Marion nodded her little head again and again in astonished acquiescence; but by this time it had dawned upon her that to drive everywhere in “the carriage,” she and Archie alone, would perhaps be still more satisfactory than with the grave countenance beside her of a not altogether understood papa—who did not enter into their fun, or even understood their jokes. The brother and sister accordingly hurried out together well-pleased, and Marion established herself in Rowland’s room at the hotel while Archie ordered the carriage. The girl turned over all her father’s papers, and examined closely the photograph of Evelyn which stood on his mantelpiece. “That’ll be her,” she said, and took it up and carried it to the window to see it better—“but no great thing,” she added under her breath, “to have made such a catch as papa! Dear bless me, she’s a very ordinary woman—nothing to catch the eye. She’ll have plain brown hair, and no colouring to speak of, and not even a brooch or a locket round her neck. What could he see in a woman like that?”

“It’s a nice kind of a face,” said Archie.

“So is Aunty’s a nice kind of a face—and plenty other people—but to catch a man like papa!”

Mrs. Brown had no greater pleasure in life than to see her children go out together in their best clothes, bent upon enjoyment. She stood at the window and watched them, as she did on every such opportunity. It was her way, even of going to church and performing the weekly worship, which was all she thought of in the light of religious observance—to watch them going, dressed in their best, with their shining morning faces, and Marion’s ribbons fluttering in the air, and to laugh with pleasure, and dry her wet eyes, and say “the blessin’ of the Lord upon them!” The humble woman did not want a share in their grandeur, not even to see the sensation they made when they walked into church, two such fine young things. She was content with the sight of them walking away. It was only when she turned her eyes, full of this emotion and delight, upon James Rowland’s disturbed and clouded face, that she began to understand that all was not perfectly, gloriously well.

“Bless me! oh, Jims! a person would think you were not content.”

“If you mean with the children,” he said, “I don’t see any reason I have for being content.”

“Lord bless us!” said Jane, thunderstruck. She added after a moment, “I canna think but it’s just your joke. No to be satisfied, and far more than satisfied! If you’re no just as prood as a man can be of the twa of them—I would just like to know what you want, Jims Rowland. Princes and princesses? but so they are!”

“It is quite just what you say,” he replied, hanging his head. “It’s my fault or it’s the fault of circumstances, that makes a thing very good in one place that is not good at all in another. But never mind that; the thing to be considered is, what is the best way of transplanting them to so different a kind of life.”

“Oh, there is no fears of that,” said Mrs. Brown; “if you were transplanting them, as you say, from your grand life to be just in the ordinar’ as they’ve been with me, I wouldna say but that was hard; but it’s easy, easy to change to grandeur and delight; there’s few but’s capable of that.”

“If it was all grandeur and delight!” said Rowland; “but there is not very much of the first, and perhaps none at all of the other. No delight for them, I fear. A number of rules they will have to give in to, and talk, dull to them, that they will have to listen to, and no fun, as they call it, at all; I don’t know how they will like being buried in a country place.”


WHAT YOU WILL DO = Within the records below, find each line with the word "العملاء" and copy it out.

========================================

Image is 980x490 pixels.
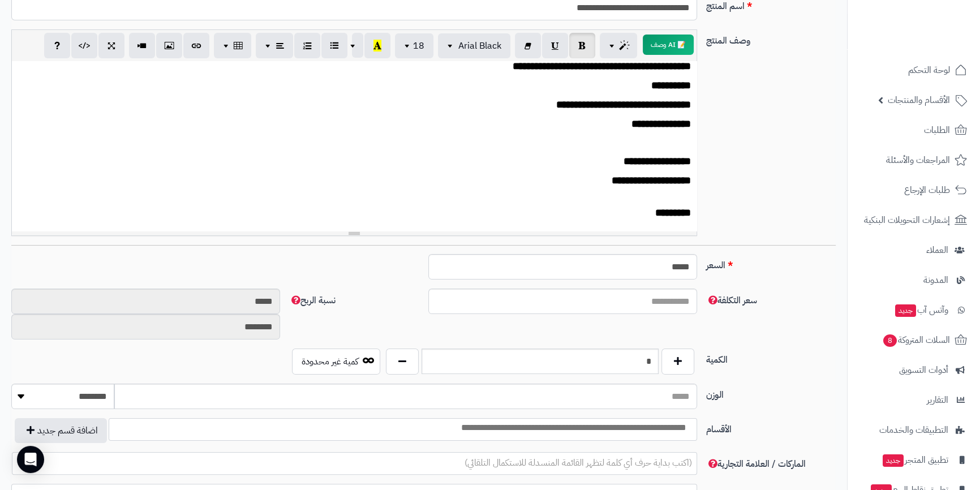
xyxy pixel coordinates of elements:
[854,266,973,294] a: المدونة
[701,384,840,401] label: الوزن
[854,206,973,233] a: إشعارات التحويلات البنكية
[854,356,973,384] a: أدوات التسويق
[885,152,950,168] span: المراجعات والأسئلة
[465,456,692,470] span: (اكتب بداية حرف أي كلمة لتظهر القائمة المنسدلة للاستكمال التلقائي)
[881,452,948,468] span: تطبيق المتجر
[437,33,510,59] button: Arial Black
[289,294,336,307] span: نسبة الربح
[854,236,973,264] a: العملاء
[882,334,896,347] span: 8
[923,272,948,288] span: المدونة
[887,92,950,108] span: الأقسام والمنتجات
[882,454,903,467] span: جديد
[413,39,425,53] span: 18
[899,362,948,378] span: أدوات التسويق
[854,146,973,174] a: المراجعات والأسئلة
[854,297,973,323] a: وآتس آبجديد
[864,212,950,228] span: إشعارات التحويلات البنكية
[854,326,973,353] a: السلات المتروكة8
[701,418,840,436] label: الأقسام
[923,122,950,138] span: الطلبات
[701,348,840,366] label: الكمية
[706,294,756,307] span: سعر التكلفة
[908,62,950,78] span: لوحة التحكم
[881,332,950,347] span: السلات المتروكة
[925,242,948,258] span: العملاء
[15,418,107,443] button: اضافة قسم جديد
[458,39,501,53] span: Arial Black
[701,254,840,272] label: السعر
[854,446,973,473] a: تطبيق المتجرجديد
[706,457,805,470] span: الماركات / العلامة التجارية
[854,177,973,204] a: طلبات الإرجاع
[903,31,969,56] img: logo-2.png
[17,446,44,472] div: Open Intercom Messenger
[854,116,973,143] a: الطلبات
[854,57,973,84] a: لوحة التحكم
[878,422,948,437] span: التطبيقات والخدمات
[904,183,950,198] span: طلبات الإرجاع
[642,34,693,55] button: 📝 AI وصف
[854,387,973,414] a: التقارير
[893,302,948,318] span: وآتس آب
[926,392,948,408] span: التقارير
[701,29,840,48] label: وصف المنتج
[394,33,433,59] button: 18
[895,305,916,316] span: جديد
[854,416,973,443] a: التطبيقات والخدمات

========================================

WRITTEN RESPONSE =
[854,236,973,264] a: العملاء
[925,242,948,258] span: العملاء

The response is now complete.